For more than one in 10 Americans, the Great Lakes are an important source of drinking water. The lakes also support a bustling maritime economy that includes a $7 billion fishing industry and $16 billion in recreation spending. But they’re also full of PFAS.
Per- and polyfluoroalkyl substances, or PFAS, are toxic chemicals widely used in household products for their stain- and water-resistant properties. Exposure to some types of PFAS has been linked to certain types of cancer, immune system effects, developmental delays in children, and reproductive health problems. They’re known as “forever chemicals” because of their resistance to breaking down in the environment.
“This gives us an understanding of the extent of the contamination.”
PFAS can travel long distances in the atmosphere and groundwater and are remobilized via the water cycle. Because of their health and environmental effects, scientists are working to understand where PFAS come from and how they travel in the region. A new study published in Environmental Science and Technology reveals that precipitation is a major way PFAS enter all five of the Great Lakes.
“The Great Lakes Basin is one of our most important freshwater sources,” said Hayley Hung, an atmospheric chemist at Environment and Climate Change Canada who was not involved in the study. “This gives us an understanding of the extent of the contamination.”
Pouring PFAS
Researchers tested air, water, and precipitation samples at five sites, one at each of the Great Lakes, for 41 types of PFAS. Concentrations in the air samples correlated with population density, with the highest PFAS levels found in Cleveland and the lowest found at Sleeping Bear Dunes National Lakeshore in northern Michigan.

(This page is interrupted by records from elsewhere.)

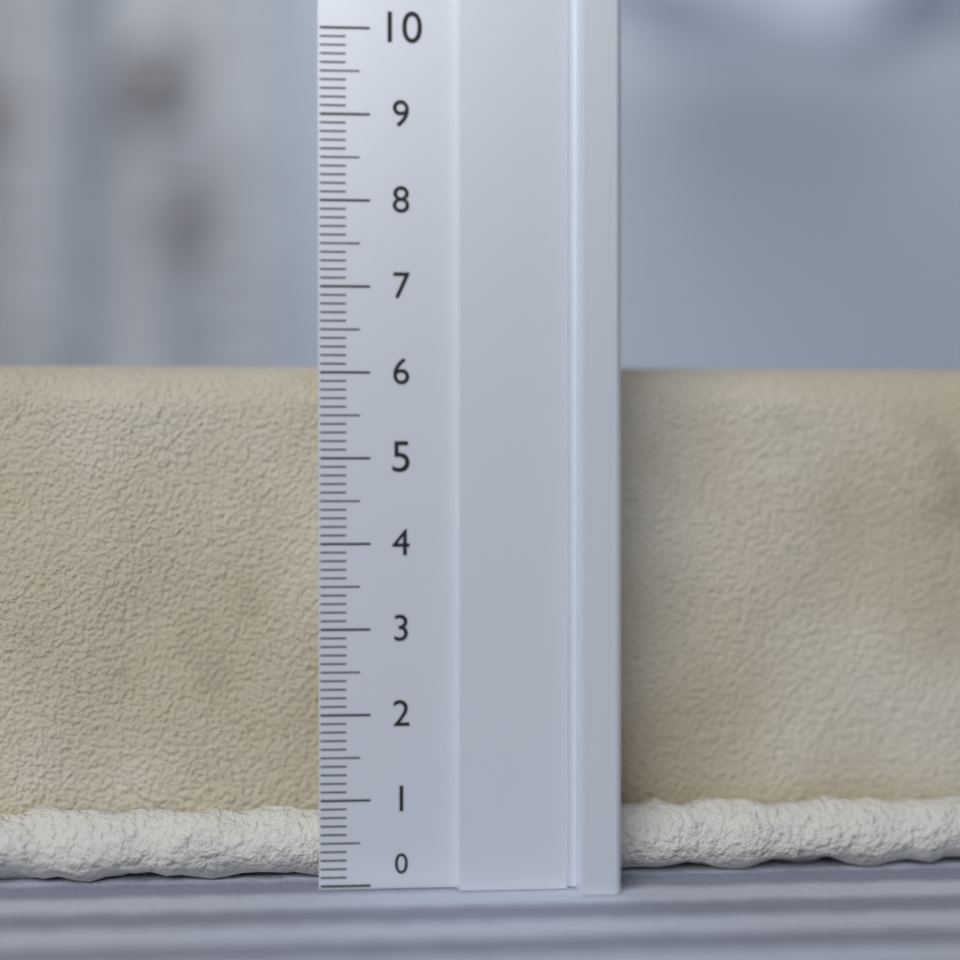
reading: 6.2 (no unit)
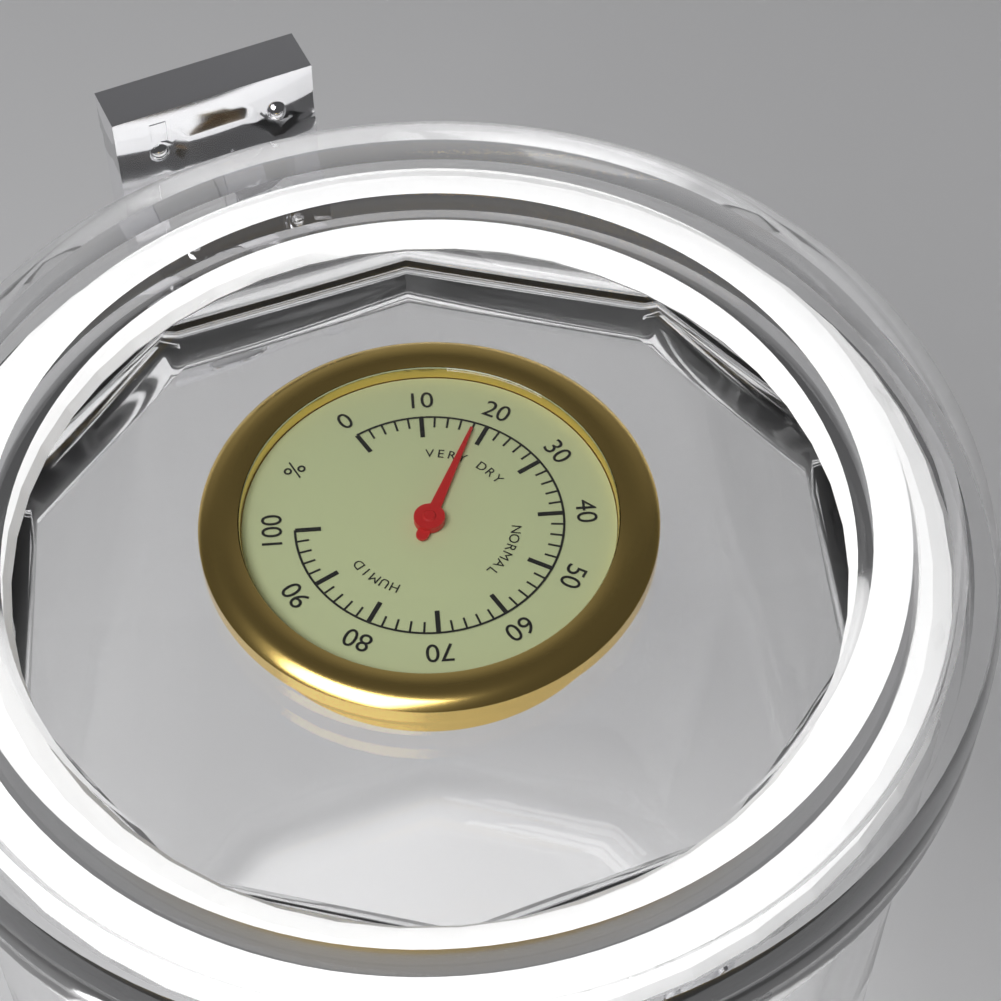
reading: 18 %
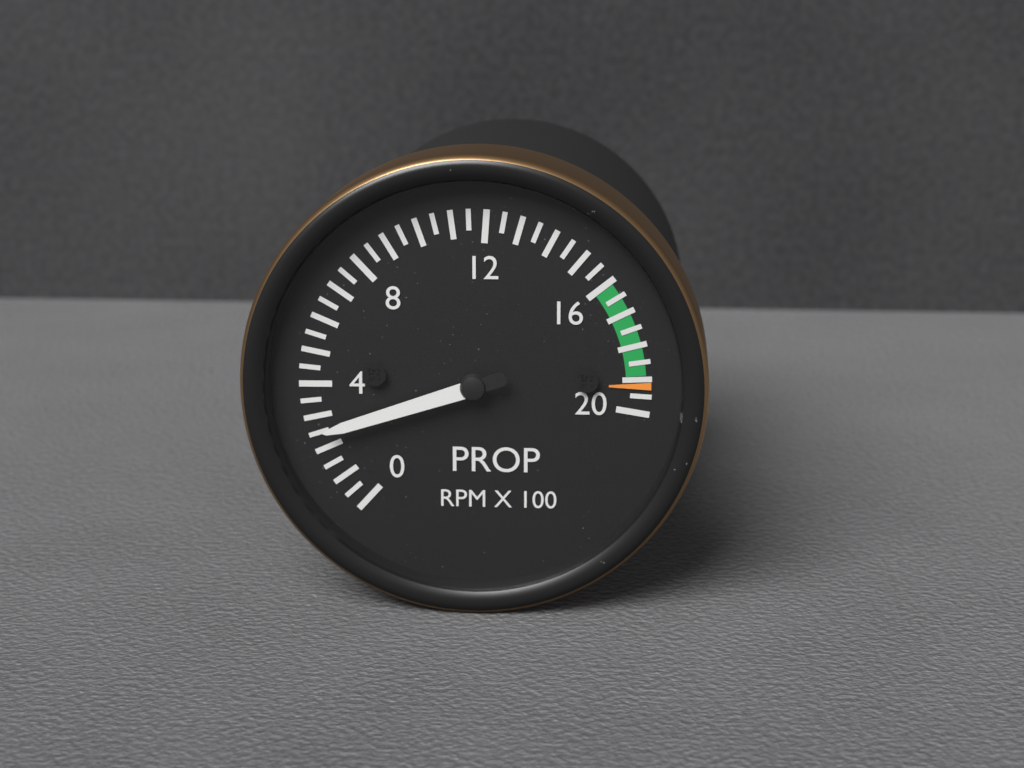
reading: 2.5 RPM X 100
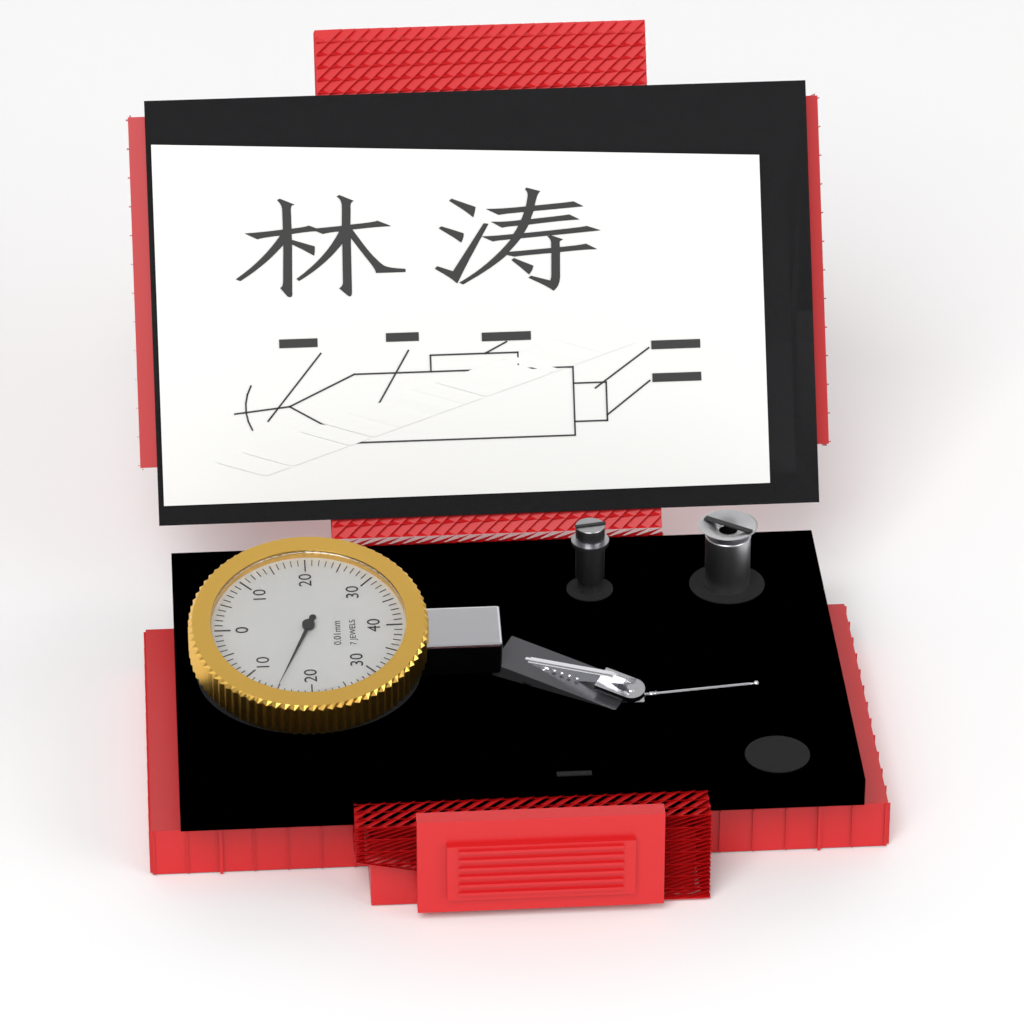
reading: 15 0.01mm
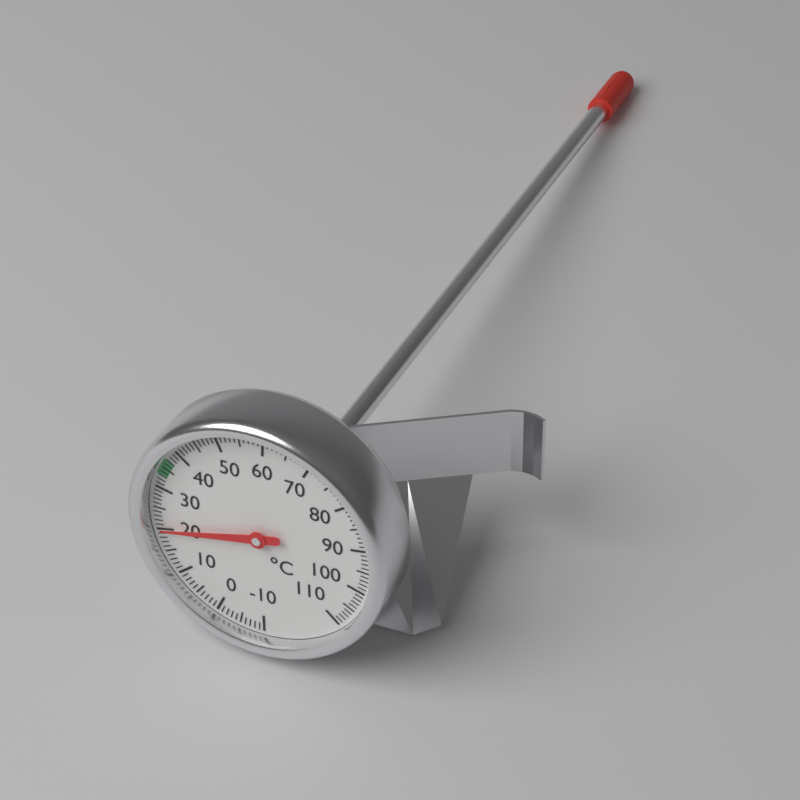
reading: 20 °C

PFAS in precipitation samples, though, were similar across the lakes. That’s because the types of PFAS that show up in precipitation tend to be those that easily evaporate and move long distances, becoming more evenly distributed in the atmosphere before they’re swept up by precipitation. “The sources are not local,” said Marta Venier, an environmental chemist at Indiana University and a coauthor of the study.

The team then combined their measurements with data on the lakes’ PFAS inputs and outputs from previous studies to determine how most of the chemicals were getting in. The answer, they found, depended on the lake—but precipitation had a large role to play.
For Lake Superior, precipitation was the greatest source of PFAS, whereas precipitation contributed about half of all PFAS in Lake Michigan. But the largest sources of PFAS changed alongside the flow of water. For example, the southeastern lakes—Lake Erie and Lake Ontario—get most of their PFAS from the inflow of water from other sources.
“If we don’t have these calculations, it’s not possible for us to implement mitigation.”
Researchers also found that Lake Superior, Lake Michigan, and Lake Huron are accumulating PFAS, whereas Lake Erie and Lake Ontario are eliminating them. The Great Lakes expel PFAS either when the chemicals flow out to the ocean via the St. Lawrence River in southeastern Canada or when sediment particles bind to and trap PFAS in the lake beds, Venier said.
The new study gives the first complete picture of how PFAS are cycling through the Great Lakes, Hung said. Having that picture is the first step toward reducing contamination, she added. If researchers know how PFAS make their way into the Great Lakes, they can target those sources first to lower pollution. “If we don’t have these calculations, it’s not possible for us to implement mitigation,” she said.
The research underscores the importance of reducing PFAS from all sources, Venier said. “This reinforces the idea that tackling PFAS requires a multipronged approach.”